Let's welcome back one of the granddaddies of the paranoid genre, The Prisoner, which has been revamped for AMC in an effort to keep us tuned in now that another season of Mad Men has passed. Verdict: Yes, we'll stay tuned.
INDY Week  |  Danny Hooley  |  11-12-2009  |  TV

Tears of a Clown: On the Glenn Beck Phenomenonnew

The ex-Top 40 disc jockey, recovering drug addict and alcoholic, convert to Mormonism and the National Rifle Association, is American popular culture at its most incomprehensibly weird and offensive. He's also a huge success, a hit, a phenomenon -- a star.
INDY Week  |  Hal Crowther  |  10-30-2009  |  Media

'Bored to Death' is Full of Listless Ironynew

Since HBO's genuinely funny Flight of the Conchords is likely gone for good, the network could really use some original programming with a goofy sense of humor. Unfortunately Bored is far too smug and weak-willed to actually be funny, but at least it's sometimes light on its feet and has few pretensions to profundity.
Las Vegas Weekly  |  Josh Bell  |  09-18-2009  |  TV

What Happened to the NYC Teenager?new

The recent Bravo reality show about elite prep schools espouses a glam lifestyle, but as I remember it, high school was way more boring.
New York Press  |  Emma Allen  |  08-20-2009  |  Culture

The YouTube-ification of Public-Access TV in San Francisco is About to Beginnew

California has joined some 20 states in largely letting cable companies off the hook for funding public-access TV. Dozens of cities have lost their stations altogether, and in San Francisco, the operating budget has been hacked to a fifth of its former level.

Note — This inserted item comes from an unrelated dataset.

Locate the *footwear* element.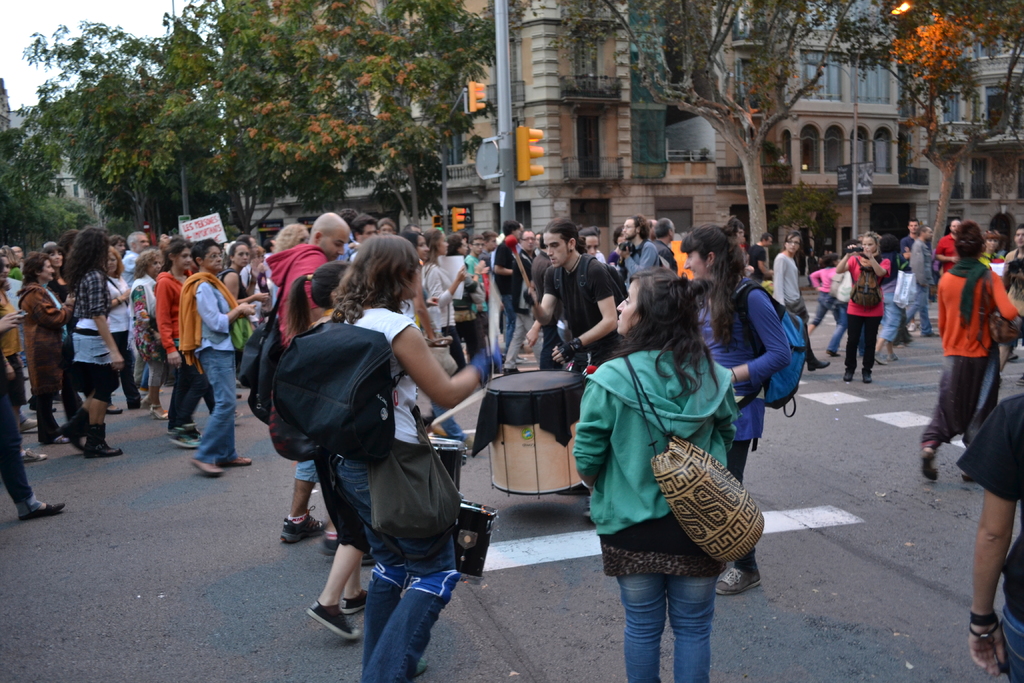
Element bbox: 918:328:943:340.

And the old cast of kooky cable programmers doesn't like it one bit.
SF Weekly  |  Lauren Smiley  |  08-12-2009  |  Movies

Two New TV Nurses Snort Percocet, Shutup Coworkers and Rail Against Lunacynew

While the truth of the occupation lies somewhere between these polar extremes, HawthoRNe and Nurse Jackie represent breakthrough television on multiple levels.
San Antonio Current  |  Jim McFarlin  |  07-22-2009  |  Movies

The Search for 'America's Biggest Asshole'new

This week in Boston, Spike TV held auditions for its new sub-low-culture program, America's Biggest Asshole. You're right -- all reality show tryouts are essentially auditions for America's Biggest Asshole, but this one is transparently egregious, as if the NHL re-named hockey "Kill the Man with the Puck."